Resistor color code from Wikipedia with white background
How the resistor color-code bands work
At the heart of the project is an Arduino Nano clone and a potential divider that measures the resistance of the test resistor against a known fixed value. Using the 16-bit ADC, the range of measurable values is theoretically 0 Ω to 15 MΩ, but there are some remaining issues with electrical noise that currently limit the practical range to between 100 Ω and 2 MΩ.
The Great Resistor
This device magnifies the color-code of your resistor
https://hackaday.io/project/188104-the-great-resistor
Tomi Engdahl says:
https://hackaday.com/2022/11/05/nanoassembly-with-water/
Tomi Engdahl says:
Creating Your Alarm On The Fly
https://hackaday.com/2022/11/05/creating-your-alarm-on-the-fly/
We suspect that most of us who use an alarm clock have our particular sound memorized. Common choices are annoying beeping, energetic marimbas, or what used to be your favorite song (which you have now come to despise). [Adam Kumpf] wanted a more pleasant alarm clock and came up with WakeSlow, an alarm clock audio stream, which is a spiritual successor to an earlier project he did called Warmly.

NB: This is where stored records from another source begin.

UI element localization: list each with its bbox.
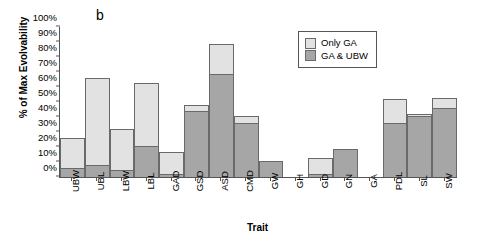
x-axis-title: Trait [59, 222, 456, 233]
legend-swatch-icon [305, 50, 316, 61]
legend-label: Only GA [321, 38, 357, 48]
x-axis-tick-label: GAD [171, 171, 181, 192]
x-tick-slot: GD [307, 181, 332, 225]
bar-segment-only-ga[interactable] [134, 83, 159, 146]
y-axis-tick-label: 70% [38, 58, 57, 68]
y-axis-tick-label: 60% [38, 73, 57, 83]
legend-label: GA & UBW [321, 51, 368, 61]
bar-segment-only-ga[interactable] [110, 129, 135, 170]
stacked-bar[interactable] [209, 44, 234, 178]
bar-segment-only-ga[interactable] [308, 158, 333, 175]
x-tick-slot: CMD [233, 181, 258, 225]
x-axis-tick-label: SW [444, 173, 454, 188]
x-axis-tick-label: GD [320, 174, 330, 188]
bar-segment-ga-and-ubw[interactable] [333, 149, 358, 178]
y-axis-title: % of Max Evolvability [18, 0, 29, 143]
y-axis-tick-label: 10% [38, 148, 57, 158]
x-tick-slot: LBW [109, 181, 134, 225]
x-tick-slot: PDL [382, 181, 407, 225]
x-axis-tick-label: GW [270, 173, 280, 189]
x-axis-tick-label: UBW [71, 170, 81, 192]
x-tick-slot: GW [258, 181, 283, 225]
bar-segment-only-ga[interactable] [432, 98, 457, 109]
x-tick-slot: LBL [133, 181, 158, 225]
y-axis-tick-label: 0% [43, 163, 57, 173]
x-axis-tick-labels: UBWUBLLBWLBLGADGSDASDCMDGWGHGDGNGAPDLSLS… [59, 181, 456, 225]
x-tick-slot: UBL [84, 181, 109, 225]
bar-slot [259, 27, 284, 177]
bar-segment-only-ga[interactable] [60, 138, 85, 168]
panel-letter: b [96, 8, 104, 22]
y-axis-tick-label: 80% [38, 43, 57, 53]
stacked-bar[interactable] [432, 98, 457, 178]
x-axis-tick-label: PDL [394, 172, 404, 190]
bar-segment-only-ga[interactable] [234, 116, 259, 124]
bar-slot [85, 27, 110, 177]
stacked-bar[interactable] [333, 149, 358, 178]
bar-slot [159, 27, 184, 177]
legend-swatch-icon [305, 38, 316, 49]
x-tick-slot: SW [431, 181, 456, 225]
y-axis-tick-label: 90% [38, 28, 57, 38]
bar-segment-only-ga[interactable] [209, 44, 234, 74]
y-axis-tick-label: 100% [33, 13, 57, 23]
figure-panel-b: b % of Max Evolvability 0%10%20%30%40%50… [0, 0, 480, 238]
x-tick-slot: GA [357, 181, 382, 225]
bar-slot [383, 27, 408, 177]
bar-slot [184, 27, 209, 177]
x-tick-slot: GAD [158, 181, 183, 225]
bar-slot [432, 27, 457, 177]
stacked-bar[interactable] [85, 78, 110, 177]
x-axis-tick-label: UBL [96, 172, 106, 190]
x-axis-tick-label: GA [369, 174, 379, 188]
x-axis-tick-label: LBL [146, 173, 156, 190]
x-tick-slot: SL [406, 181, 431, 225]
x-tick-slot: GN [332, 181, 357, 225]
y-axis-tick-label: 30% [38, 118, 57, 128]
y-axis-tick-label: 20% [38, 133, 57, 143]
bar-segment-only-ga[interactable] [383, 99, 408, 123]
x-axis-tick-label: GSD [195, 171, 205, 192]
legend-item[interactable]: GA & UBW [305, 50, 368, 61]
stacked-bar[interactable] [383, 99, 408, 177]
x-axis-tick-label: GN [344, 174, 354, 188]
chart-legend: Only GAGA & UBW [298, 31, 377, 68]
y-axis-tick-label: 50% [38, 88, 57, 98]
bar-segment-ga-and-ubw[interactable] [432, 108, 457, 177]
x-axis-tick-label: GH [295, 174, 305, 188]
stacked-bar[interactable] [184, 105, 209, 177]
y-axis-tick-label: 40% [38, 103, 57, 113]
stacked-bar[interactable] [134, 83, 159, 178]
bar-slot [60, 27, 85, 177]
stacked-bar[interactable] [234, 116, 259, 178]
x-axis-tick-label: LBW [121, 171, 131, 192]
x-tick-slot: UBW [59, 181, 84, 225]
bar-series-group [60, 27, 457, 177]
plot-area: 0%10%20%30%40%50%60%70%80%90%100% [59, 27, 457, 178]
x-axis-tick-label: ASD [220, 171, 230, 191]
x-axis-tick-label: CMD [245, 170, 255, 192]
bar-segment-only-ga[interactable] [85, 78, 110, 165]
bar-segment-ga-and-ubw[interactable] [184, 111, 209, 177]
stacked-bar[interactable] [407, 114, 432, 177]
bar-slot [407, 27, 432, 177]
bar-slot [209, 27, 234, 177]
x-axis-tick-label: SL [419, 175, 429, 187]
bar-segment-ga-and-ubw[interactable] [407, 116, 432, 178]
bar-slot [110, 27, 135, 177]
x-tick-slot: GSD [183, 181, 208, 225]
bar-segment-ga-and-ubw[interactable] [383, 123, 408, 177]
bar-slot [234, 27, 259, 177]
bar-segment-ga-and-ubw[interactable] [209, 74, 234, 178]
legend-item[interactable]: Only GA [305, 38, 368, 49]
bar-slot [134, 27, 159, 177]
x-tick-slot: ASD [208, 181, 233, 225]
x-tick-slot: GH [282, 181, 307, 225]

Some might say, “an audio stream? You could create an acceptable alarm tone generator with a 555 and a 2N2222”. The idea behind WakeSlow is to use your existing internet-connected alarm clock that can play an audio stream. You generate a URL using WakeSlow, and it plays the alarm. A custom URL is helpful since it incorporates weather data, letting you know if it’s going to rain, blowing wind, or be sunny that day. It mixes CC0 audio to form the stream, and includes a 5-minute fade to wake you up gradually. After five minutes, it’s jazz time, and it plays a sample of some CC0 jazz.
https://wakeslow.kumpf.cc/
Tomi Engdahl says:
https://hackaday.com/2022/11/05/when-only-a-to92-will-do/
Colorful Homemade TO-92s
Cursed sand and trans-istors! Messing around with one of electronics’ most iconic form factors.